SHANGORIL LA RECORDS
“Guide to Bizarre Behavior Vol. 2



So are you a label or an artist, ShanGORIL La Records? I must know. I have very little patience for research (as everybody should be aware of by now), so if my gratification is not instant and hand-delivered, I say good day. But here’s the thing: I can’t just say good day to you, ShanGORIL La Records, because Guide to Bizarre Behavior Vol. 2, the follow-up to the first entry by that name, obviously, is too weird and engaging to pass off with an annoyed shrug directed at my own ignorance. ShanGORIL La Records, I think you’re the one I’ve been searching for all my life…

Well, at least since the dissolution of the late, great The Fire Show. Anyone remember The Fire Show? Their music felt like it was piped in from another planet, with the vocals hovering over the music as if the two had barely been composed by the same people. It was exciting and new, intoxicating and full of possibility. I get the same feeling from ShanGORIL La Records, here represented on tape as the trio of Brian Bromberg, Suzy Creamcheese, and Ray Bong (but not Ray Dawn Bong). (And yeah, anybody who makes weird music and references Zappa is aces in my book.)

What sets these crazy cats apart is that they’re clearly trying to make music accessible in a pop way, but they’re running it through some Picasso-esque scramble filter and applying a thick sheen of Zappa-esque psychedelic humor. (There’s ol’ Frank again.) No two songs sound the same, and some feel like sketches instead of true songs. All of it combines into a wild, uncompromising whole, with surprises and unexpected detours appearing almost constantly. The whole thing, actually, feels like a surprise detour into some kind of space madness. It’s hard not to get the Lewis Carroll jitters when the vocalist (Brian?) bellows in an affected accent, “Justin Timberlake is my butler!” So it doesn’t matter whether this tape is a manifestation of the record label or a song cycle by a collective intent to mess with my head (just like Coconut Records – Jason Schwartzman, you bastard!), I can’t escape its magnetism. It’s like the donkey on the cover is stepping on my neck while I listen, and not letting me up! (Not that I want to get up, I’m comfortable.)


TASK DESCRIPTION:
In your answer, repeat each line of the data exactly.
─── RECORDS FOR THIS EXERCISE
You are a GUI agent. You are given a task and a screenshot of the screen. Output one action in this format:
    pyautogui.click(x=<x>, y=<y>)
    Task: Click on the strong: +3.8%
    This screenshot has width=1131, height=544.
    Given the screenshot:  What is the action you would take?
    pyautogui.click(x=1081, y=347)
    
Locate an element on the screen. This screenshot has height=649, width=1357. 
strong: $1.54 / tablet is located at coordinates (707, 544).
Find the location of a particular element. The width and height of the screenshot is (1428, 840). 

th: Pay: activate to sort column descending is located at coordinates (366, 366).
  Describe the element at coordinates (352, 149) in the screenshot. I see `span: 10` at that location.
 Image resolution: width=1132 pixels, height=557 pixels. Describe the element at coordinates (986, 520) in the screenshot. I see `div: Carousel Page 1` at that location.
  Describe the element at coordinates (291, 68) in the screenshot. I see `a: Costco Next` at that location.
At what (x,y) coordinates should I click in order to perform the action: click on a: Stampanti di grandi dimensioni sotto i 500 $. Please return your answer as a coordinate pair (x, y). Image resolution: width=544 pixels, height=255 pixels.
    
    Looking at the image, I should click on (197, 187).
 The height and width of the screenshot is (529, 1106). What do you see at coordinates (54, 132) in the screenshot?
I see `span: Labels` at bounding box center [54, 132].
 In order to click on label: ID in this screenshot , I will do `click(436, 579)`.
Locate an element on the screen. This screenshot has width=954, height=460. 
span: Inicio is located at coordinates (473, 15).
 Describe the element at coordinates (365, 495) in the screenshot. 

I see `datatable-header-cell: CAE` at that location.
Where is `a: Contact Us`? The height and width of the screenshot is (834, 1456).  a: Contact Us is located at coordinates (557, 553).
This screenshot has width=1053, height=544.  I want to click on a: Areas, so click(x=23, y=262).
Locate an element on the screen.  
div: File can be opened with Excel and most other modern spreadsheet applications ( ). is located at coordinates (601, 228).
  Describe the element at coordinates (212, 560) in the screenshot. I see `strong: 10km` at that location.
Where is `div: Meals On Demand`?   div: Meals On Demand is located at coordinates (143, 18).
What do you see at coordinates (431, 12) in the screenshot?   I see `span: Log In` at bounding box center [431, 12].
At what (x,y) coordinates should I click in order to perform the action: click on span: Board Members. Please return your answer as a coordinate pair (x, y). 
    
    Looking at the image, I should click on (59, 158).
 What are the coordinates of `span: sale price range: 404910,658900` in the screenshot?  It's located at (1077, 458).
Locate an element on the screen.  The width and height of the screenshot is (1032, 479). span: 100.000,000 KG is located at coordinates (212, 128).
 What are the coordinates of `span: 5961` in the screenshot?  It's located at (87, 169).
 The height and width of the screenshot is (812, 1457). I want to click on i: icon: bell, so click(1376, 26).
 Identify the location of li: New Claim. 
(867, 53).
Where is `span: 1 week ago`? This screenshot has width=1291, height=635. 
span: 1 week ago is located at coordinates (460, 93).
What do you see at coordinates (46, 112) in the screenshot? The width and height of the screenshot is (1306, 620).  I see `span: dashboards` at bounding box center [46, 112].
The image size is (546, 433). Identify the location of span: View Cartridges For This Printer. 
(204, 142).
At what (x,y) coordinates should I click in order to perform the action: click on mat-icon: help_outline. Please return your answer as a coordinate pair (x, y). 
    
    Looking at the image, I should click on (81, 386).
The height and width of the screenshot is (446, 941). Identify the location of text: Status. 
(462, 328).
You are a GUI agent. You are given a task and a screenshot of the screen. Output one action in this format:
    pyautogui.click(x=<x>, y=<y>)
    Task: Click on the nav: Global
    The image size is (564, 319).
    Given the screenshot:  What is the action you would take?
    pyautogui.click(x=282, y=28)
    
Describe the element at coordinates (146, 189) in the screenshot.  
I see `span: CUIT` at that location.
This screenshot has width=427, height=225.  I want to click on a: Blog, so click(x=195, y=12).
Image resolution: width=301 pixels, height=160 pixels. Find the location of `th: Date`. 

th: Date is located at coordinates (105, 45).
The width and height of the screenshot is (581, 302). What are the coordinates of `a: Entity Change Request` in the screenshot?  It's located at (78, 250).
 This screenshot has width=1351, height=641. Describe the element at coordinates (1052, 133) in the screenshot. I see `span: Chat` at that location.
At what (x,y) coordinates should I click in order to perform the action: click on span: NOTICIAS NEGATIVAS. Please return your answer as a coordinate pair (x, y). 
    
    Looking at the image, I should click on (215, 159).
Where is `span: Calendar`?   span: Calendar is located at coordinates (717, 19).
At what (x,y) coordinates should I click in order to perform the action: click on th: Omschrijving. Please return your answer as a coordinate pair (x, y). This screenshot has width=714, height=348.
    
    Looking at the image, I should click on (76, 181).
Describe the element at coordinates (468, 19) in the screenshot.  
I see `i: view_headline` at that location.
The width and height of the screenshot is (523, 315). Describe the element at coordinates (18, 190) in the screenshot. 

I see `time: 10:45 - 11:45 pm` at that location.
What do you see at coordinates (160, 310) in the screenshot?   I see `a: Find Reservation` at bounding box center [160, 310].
──────
TASK ANSWER:
You are a GUI agent. You are given a task and a screenshot of the screen. Output one action in this format:
    pyautogui.click(x=<x>, y=<y>)
    Task: Click on the strong: +3.8%
    This screenshot has width=1131, height=544.
    Given the screenshot:  What is the action you would take?
    pyautogui.click(x=1081, y=347)
    
Locate an element on the screen. This screenshot has height=649, width=1357. 
strong: $1.54 / tablet is located at coordinates (707, 544).
Find the location of a particular element. The width and height of the screenshot is (1428, 840). 

th: Pay: activate to sort column descending is located at coordinates (366, 366).
  Describe the element at coordinates (352, 149) in the screenshot. I see `span: 10` at that location.
 Image resolution: width=1132 pixels, height=557 pixels. Describe the element at coordinates (986, 520) in the screenshot. I see `div: Carousel Page 1` at that location.
  Describe the element at coordinates (291, 68) in the screenshot. I see `a: Costco Next` at that location.
At what (x,y) coordinates should I click in order to perform the action: click on a: Stampanti di grandi dimensioni sotto i 500 $. Please return your answer as a coordinate pair (x, y). Image resolution: width=544 pixels, height=255 pixels.
    
    Looking at the image, I should click on (197, 187).
 The height and width of the screenshot is (529, 1106). What do you see at coordinates (54, 132) in the screenshot?
I see `span: Labels` at bounding box center [54, 132].
 In order to click on label: ID in this screenshot , I will do `click(436, 579)`.
Locate an element on the screen. This screenshot has width=954, height=460. 
span: Inicio is located at coordinates (473, 15).
 Describe the element at coordinates (365, 495) in the screenshot. 

I see `datatable-header-cell: CAE` at that location.
Where is `a: Contact Us`? The height and width of the screenshot is (834, 1456).  a: Contact Us is located at coordinates (557, 553).
This screenshot has width=1053, height=544.  I want to click on a: Areas, so click(x=23, y=262).
Locate an element on the screen.  
div: File can be opened with Excel and most other modern spreadsheet applications ( ). is located at coordinates (601, 228).
  Describe the element at coordinates (212, 560) in the screenshot. I see `strong: 10km` at that location.
Where is `div: Meals On Demand`?   div: Meals On Demand is located at coordinates (143, 18).
What do you see at coordinates (431, 12) in the screenshot?   I see `span: Log In` at bounding box center [431, 12].
At what (x,y) coordinates should I click in order to perform the action: click on span: Board Members. Please return your answer as a coordinate pair (x, y). 
    
    Looking at the image, I should click on (59, 158).
 What are the coordinates of `span: sale price range: 404910,658900` in the screenshot?  It's located at (1077, 458).
Locate an element on the screen.  The width and height of the screenshot is (1032, 479). span: 100.000,000 KG is located at coordinates (212, 128).
 What are the coordinates of `span: 5961` in the screenshot?  It's located at (87, 169).
 The height and width of the screenshot is (812, 1457). I want to click on i: icon: bell, so click(1376, 26).
 Identify the location of li: New Claim. 
(867, 53).
Where is `span: 1 week ago`? This screenshot has width=1291, height=635. 
span: 1 week ago is located at coordinates (460, 93).
What do you see at coordinates (46, 112) in the screenshot? The width and height of the screenshot is (1306, 620).  I see `span: dashboards` at bounding box center [46, 112].
The image size is (546, 433). Identify the location of span: View Cartridges For This Printer. 
(204, 142).
At what (x,y) coordinates should I click in order to perform the action: click on mat-icon: help_outline. Please return your answer as a coordinate pair (x, y). 
    
    Looking at the image, I should click on (81, 386).
The height and width of the screenshot is (446, 941). Identify the location of text: Status. 
(462, 328).
You are a GUI agent. You are given a task and a screenshot of the screen. Output one action in this format:
    pyautogui.click(x=<x>, y=<y>)
    Task: Click on the nav: Global
    The image size is (564, 319).
    Given the screenshot:  What is the action you would take?
    pyautogui.click(x=282, y=28)
    
Describe the element at coordinates (146, 189) in the screenshot.  
I see `span: CUIT` at that location.
This screenshot has width=427, height=225.  I want to click on a: Blog, so click(x=195, y=12).
Image resolution: width=301 pixels, height=160 pixels. Find the location of `th: Date`. 

th: Date is located at coordinates (105, 45).
The width and height of the screenshot is (581, 302). What are the coordinates of `a: Entity Change Request` in the screenshot?  It's located at (78, 250).
 This screenshot has width=1351, height=641. Describe the element at coordinates (1052, 133) in the screenshot. I see `span: Chat` at that location.
At what (x,y) coordinates should I click in order to perform the action: click on span: NOTICIAS NEGATIVAS. Please return your answer as a coordinate pair (x, y). 
    
    Looking at the image, I should click on (215, 159).
Where is `span: Calendar`?   span: Calendar is located at coordinates (717, 19).
At what (x,y) coordinates should I click in order to perform the action: click on th: Omschrijving. Please return your answer as a coordinate pair (x, y). This screenshot has width=714, height=348.
    
    Looking at the image, I should click on (76, 181).
Describe the element at coordinates (468, 19) in the screenshot.  
I see `i: view_headline` at that location.
The width and height of the screenshot is (523, 315). Describe the element at coordinates (18, 190) in the screenshot. 

I see `time: 10:45 - 11:45 pm` at that location.
What do you see at coordinates (160, 310) in the screenshot?   I see `a: Find Reservation` at bounding box center [160, 310].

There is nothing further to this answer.